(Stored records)
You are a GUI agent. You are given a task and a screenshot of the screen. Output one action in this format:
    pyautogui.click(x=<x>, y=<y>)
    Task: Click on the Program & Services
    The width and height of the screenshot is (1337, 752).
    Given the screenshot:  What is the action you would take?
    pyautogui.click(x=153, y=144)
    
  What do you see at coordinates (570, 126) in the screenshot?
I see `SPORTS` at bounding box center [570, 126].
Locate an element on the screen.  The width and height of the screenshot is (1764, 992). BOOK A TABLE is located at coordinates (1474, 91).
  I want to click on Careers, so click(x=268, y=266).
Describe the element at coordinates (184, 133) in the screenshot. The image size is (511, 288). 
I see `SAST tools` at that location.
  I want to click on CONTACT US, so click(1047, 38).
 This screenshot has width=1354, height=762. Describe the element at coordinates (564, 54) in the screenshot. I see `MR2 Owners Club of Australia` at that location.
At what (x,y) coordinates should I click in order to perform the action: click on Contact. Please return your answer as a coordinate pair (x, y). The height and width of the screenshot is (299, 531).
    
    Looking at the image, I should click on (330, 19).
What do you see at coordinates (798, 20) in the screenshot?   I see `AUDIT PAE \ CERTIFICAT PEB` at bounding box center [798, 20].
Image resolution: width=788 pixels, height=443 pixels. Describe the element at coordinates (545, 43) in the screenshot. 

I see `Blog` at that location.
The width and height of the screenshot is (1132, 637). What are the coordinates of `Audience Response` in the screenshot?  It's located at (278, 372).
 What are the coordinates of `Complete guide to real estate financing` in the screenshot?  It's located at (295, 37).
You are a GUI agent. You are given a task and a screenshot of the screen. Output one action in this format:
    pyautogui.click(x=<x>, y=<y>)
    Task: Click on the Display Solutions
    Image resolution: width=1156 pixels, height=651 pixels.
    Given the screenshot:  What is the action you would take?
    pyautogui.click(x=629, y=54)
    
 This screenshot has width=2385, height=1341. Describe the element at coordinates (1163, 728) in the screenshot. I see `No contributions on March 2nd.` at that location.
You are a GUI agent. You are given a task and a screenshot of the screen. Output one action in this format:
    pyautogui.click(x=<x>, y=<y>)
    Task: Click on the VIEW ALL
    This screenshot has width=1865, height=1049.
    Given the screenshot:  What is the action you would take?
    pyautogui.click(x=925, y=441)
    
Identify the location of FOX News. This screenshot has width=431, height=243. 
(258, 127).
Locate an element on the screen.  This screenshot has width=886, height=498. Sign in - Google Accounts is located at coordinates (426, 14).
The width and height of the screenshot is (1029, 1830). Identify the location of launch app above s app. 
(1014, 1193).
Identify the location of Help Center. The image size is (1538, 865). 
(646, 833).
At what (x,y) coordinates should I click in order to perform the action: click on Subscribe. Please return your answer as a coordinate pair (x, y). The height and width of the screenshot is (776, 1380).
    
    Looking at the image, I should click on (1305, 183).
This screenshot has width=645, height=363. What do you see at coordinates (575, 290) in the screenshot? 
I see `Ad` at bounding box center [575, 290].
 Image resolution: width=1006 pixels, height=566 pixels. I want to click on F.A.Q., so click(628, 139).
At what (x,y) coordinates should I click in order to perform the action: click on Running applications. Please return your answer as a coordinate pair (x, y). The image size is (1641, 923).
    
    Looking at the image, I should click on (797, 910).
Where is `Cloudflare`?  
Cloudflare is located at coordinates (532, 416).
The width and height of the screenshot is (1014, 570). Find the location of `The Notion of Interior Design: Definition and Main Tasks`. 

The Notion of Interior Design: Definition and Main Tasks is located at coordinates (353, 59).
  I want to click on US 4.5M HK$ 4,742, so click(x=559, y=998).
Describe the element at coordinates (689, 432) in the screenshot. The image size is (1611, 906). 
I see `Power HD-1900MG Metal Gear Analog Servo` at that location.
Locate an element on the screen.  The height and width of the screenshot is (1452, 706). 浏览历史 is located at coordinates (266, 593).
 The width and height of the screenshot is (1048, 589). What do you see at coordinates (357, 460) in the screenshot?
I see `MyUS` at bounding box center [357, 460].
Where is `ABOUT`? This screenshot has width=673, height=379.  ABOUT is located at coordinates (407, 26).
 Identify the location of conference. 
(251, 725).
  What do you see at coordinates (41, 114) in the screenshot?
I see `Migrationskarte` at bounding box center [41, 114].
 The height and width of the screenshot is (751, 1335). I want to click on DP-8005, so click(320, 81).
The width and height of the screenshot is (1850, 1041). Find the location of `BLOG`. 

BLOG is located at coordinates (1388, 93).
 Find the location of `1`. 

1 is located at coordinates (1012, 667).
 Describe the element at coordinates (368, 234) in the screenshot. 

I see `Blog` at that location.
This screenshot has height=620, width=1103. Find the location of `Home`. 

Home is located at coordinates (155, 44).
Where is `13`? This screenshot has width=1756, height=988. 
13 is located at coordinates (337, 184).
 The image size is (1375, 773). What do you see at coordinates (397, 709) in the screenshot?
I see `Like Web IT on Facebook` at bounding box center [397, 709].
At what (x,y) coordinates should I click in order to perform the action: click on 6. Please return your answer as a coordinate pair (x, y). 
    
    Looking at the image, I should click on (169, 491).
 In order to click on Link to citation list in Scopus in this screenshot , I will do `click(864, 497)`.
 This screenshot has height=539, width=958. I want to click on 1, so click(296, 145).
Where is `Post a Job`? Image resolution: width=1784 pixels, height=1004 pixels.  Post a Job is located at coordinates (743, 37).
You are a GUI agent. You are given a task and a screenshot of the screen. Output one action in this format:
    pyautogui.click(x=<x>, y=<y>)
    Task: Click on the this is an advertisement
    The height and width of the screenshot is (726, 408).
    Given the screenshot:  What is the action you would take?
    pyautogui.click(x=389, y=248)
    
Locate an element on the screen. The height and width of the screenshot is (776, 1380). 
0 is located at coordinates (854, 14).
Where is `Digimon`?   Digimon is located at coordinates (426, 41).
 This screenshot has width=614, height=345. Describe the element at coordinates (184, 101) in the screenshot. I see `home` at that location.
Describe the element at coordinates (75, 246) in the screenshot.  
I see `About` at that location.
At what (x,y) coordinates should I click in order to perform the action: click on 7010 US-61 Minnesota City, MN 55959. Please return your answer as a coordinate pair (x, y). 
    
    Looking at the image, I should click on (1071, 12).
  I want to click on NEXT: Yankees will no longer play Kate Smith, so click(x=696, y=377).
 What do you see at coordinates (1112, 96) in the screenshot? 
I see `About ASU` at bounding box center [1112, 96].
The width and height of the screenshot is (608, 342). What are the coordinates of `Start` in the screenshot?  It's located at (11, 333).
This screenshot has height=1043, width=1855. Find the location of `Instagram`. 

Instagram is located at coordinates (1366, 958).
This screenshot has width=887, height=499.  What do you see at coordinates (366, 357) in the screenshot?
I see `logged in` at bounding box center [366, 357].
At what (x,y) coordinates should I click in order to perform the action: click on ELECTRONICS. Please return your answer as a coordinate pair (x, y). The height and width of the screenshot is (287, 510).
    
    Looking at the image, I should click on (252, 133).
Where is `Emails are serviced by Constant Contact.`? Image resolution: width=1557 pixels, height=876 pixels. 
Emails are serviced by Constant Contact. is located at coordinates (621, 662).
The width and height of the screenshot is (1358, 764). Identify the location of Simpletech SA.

#### [PROMPT]
All records above must be returned exactly as they appear.

#### [SOLUTION FOR THIS TASK]
You are a GUI agent. You are given a task and a screenshot of the screen. Output one action in this format:
    pyautogui.click(x=<x>, y=<y>)
    Task: Click on the Program & Services
    The width and height of the screenshot is (1337, 752).
    Given the screenshot:  What is the action you would take?
    pyautogui.click(x=153, y=144)
    
  What do you see at coordinates (570, 126) in the screenshot?
I see `SPORTS` at bounding box center [570, 126].
Locate an element on the screen.  The width and height of the screenshot is (1764, 992). BOOK A TABLE is located at coordinates (1474, 91).
  I want to click on Careers, so click(x=268, y=266).
Describe the element at coordinates (184, 133) in the screenshot. The image size is (511, 288). 
I see `SAST tools` at that location.
  I want to click on CONTACT US, so click(1047, 38).
 This screenshot has width=1354, height=762. Describe the element at coordinates (564, 54) in the screenshot. I see `MR2 Owners Club of Australia` at that location.
At what (x,y) coordinates should I click in order to perform the action: click on Contact. Please return your answer as a coordinate pair (x, y). The height and width of the screenshot is (299, 531).
    
    Looking at the image, I should click on (330, 19).
What do you see at coordinates (798, 20) in the screenshot?   I see `AUDIT PAE \ CERTIFICAT PEB` at bounding box center [798, 20].
Image resolution: width=788 pixels, height=443 pixels. Describe the element at coordinates (545, 43) in the screenshot. 

I see `Blog` at that location.
The width and height of the screenshot is (1132, 637). What are the coordinates of `Audience Response` in the screenshot?  It's located at (278, 372).
 What are the coordinates of `Complete guide to real estate financing` in the screenshot?  It's located at (295, 37).
You are a GUI agent. You are given a task and a screenshot of the screen. Output one action in this format:
    pyautogui.click(x=<x>, y=<y>)
    Task: Click on the Display Solutions
    Image resolution: width=1156 pixels, height=651 pixels.
    Given the screenshot:  What is the action you would take?
    pyautogui.click(x=629, y=54)
    
 This screenshot has width=2385, height=1341. Describe the element at coordinates (1163, 728) in the screenshot. I see `No contributions on March 2nd.` at that location.
You are a GUI agent. You are given a task and a screenshot of the screen. Output one action in this format:
    pyautogui.click(x=<x>, y=<y>)
    Task: Click on the VIEW ALL
    This screenshot has width=1865, height=1049.
    Given the screenshot:  What is the action you would take?
    pyautogui.click(x=925, y=441)
    
Identify the location of FOX News. This screenshot has width=431, height=243. 
(258, 127).
Locate an element on the screen.  This screenshot has width=886, height=498. Sign in - Google Accounts is located at coordinates (426, 14).
The width and height of the screenshot is (1029, 1830). Identify the location of launch app above s app. 
(1014, 1193).
Identify the location of Help Center. The image size is (1538, 865). 
(646, 833).
At what (x,y) coordinates should I click in order to perform the action: click on Subscribe. Please return your answer as a coordinate pair (x, y). The height and width of the screenshot is (776, 1380).
    
    Looking at the image, I should click on (1305, 183).
This screenshot has width=645, height=363. What do you see at coordinates (575, 290) in the screenshot? 
I see `Ad` at bounding box center [575, 290].
 Image resolution: width=1006 pixels, height=566 pixels. I want to click on F.A.Q., so click(628, 139).
At what (x,y) coordinates should I click in order to perform the action: click on Running applications. Please return your answer as a coordinate pair (x, y). The image size is (1641, 923).
    
    Looking at the image, I should click on (797, 910).
Where is `Cloudflare`?  
Cloudflare is located at coordinates (532, 416).
The width and height of the screenshot is (1014, 570). Find the location of `The Notion of Interior Design: Definition and Main Tasks`. 

The Notion of Interior Design: Definition and Main Tasks is located at coordinates (353, 59).
  I want to click on US 4.5M HK$ 4,742, so click(x=559, y=998).
Describe the element at coordinates (689, 432) in the screenshot. The image size is (1611, 906). 
I see `Power HD-1900MG Metal Gear Analog Servo` at that location.
Locate an element on the screen.  The height and width of the screenshot is (1452, 706). 浏览历史 is located at coordinates (266, 593).
 The width and height of the screenshot is (1048, 589). What do you see at coordinates (357, 460) in the screenshot?
I see `MyUS` at bounding box center [357, 460].
Where is `ABOUT`? This screenshot has width=673, height=379.  ABOUT is located at coordinates (407, 26).
 Identify the location of conference. 
(251, 725).
  What do you see at coordinates (41, 114) in the screenshot?
I see `Migrationskarte` at bounding box center [41, 114].
 The height and width of the screenshot is (751, 1335). I want to click on DP-8005, so click(320, 81).
The width and height of the screenshot is (1850, 1041). Find the location of `BLOG`. 

BLOG is located at coordinates (1388, 93).
 Find the location of `1`. 

1 is located at coordinates (1012, 667).
 Describe the element at coordinates (368, 234) in the screenshot. 

I see `Blog` at that location.
This screenshot has height=620, width=1103. Find the location of `Home`. 

Home is located at coordinates (155, 44).
Where is `13`? This screenshot has width=1756, height=988. 
13 is located at coordinates (337, 184).
 The image size is (1375, 773). What do you see at coordinates (397, 709) in the screenshot?
I see `Like Web IT on Facebook` at bounding box center [397, 709].
At what (x,y) coordinates should I click in order to perform the action: click on 6. Please return your answer as a coordinate pair (x, y). 
    
    Looking at the image, I should click on (169, 491).
 In order to click on Link to citation list in Scopus in this screenshot , I will do `click(864, 497)`.
 This screenshot has height=539, width=958. I want to click on 1, so click(296, 145).
Where is `Post a Job`? Image resolution: width=1784 pixels, height=1004 pixels.  Post a Job is located at coordinates (743, 37).
You are a GUI agent. You are given a task and a screenshot of the screen. Output one action in this format:
    pyautogui.click(x=<x>, y=<y>)
    Task: Click on the this is an advertisement
    The height and width of the screenshot is (726, 408).
    Given the screenshot:  What is the action you would take?
    pyautogui.click(x=389, y=248)
    
Locate an element on the screen. The height and width of the screenshot is (776, 1380). 
0 is located at coordinates (854, 14).
Where is `Digimon`?   Digimon is located at coordinates (426, 41).
 This screenshot has width=614, height=345. Describe the element at coordinates (184, 101) in the screenshot. I see `home` at that location.
Describe the element at coordinates (75, 246) in the screenshot.  
I see `About` at that location.
At what (x,y) coordinates should I click in order to perform the action: click on 7010 US-61 Minnesota City, MN 55959. Please return your answer as a coordinate pair (x, y). 
    
    Looking at the image, I should click on (1071, 12).
  I want to click on NEXT: Yankees will no longer play Kate Smith, so click(x=696, y=377).
 What do you see at coordinates (1112, 96) in the screenshot? 
I see `About ASU` at bounding box center [1112, 96].
The width and height of the screenshot is (608, 342). What are the coordinates of `Start` in the screenshot?  It's located at (11, 333).
This screenshot has height=1043, width=1855. Find the location of `Instagram`. 

Instagram is located at coordinates (1366, 958).
This screenshot has width=887, height=499.  What do you see at coordinates (366, 357) in the screenshot?
I see `logged in` at bounding box center [366, 357].
At what (x,y) coordinates should I click in order to perform the action: click on ELECTRONICS. Please return your answer as a coordinate pair (x, y). The height and width of the screenshot is (287, 510).
    
    Looking at the image, I should click on (252, 133).
Where is `Emails are serviced by Constant Contact.`? Image resolution: width=1557 pixels, height=876 pixels. 
Emails are serviced by Constant Contact. is located at coordinates (621, 662).
The width and height of the screenshot is (1358, 764). Identify the location of Simpletech SA.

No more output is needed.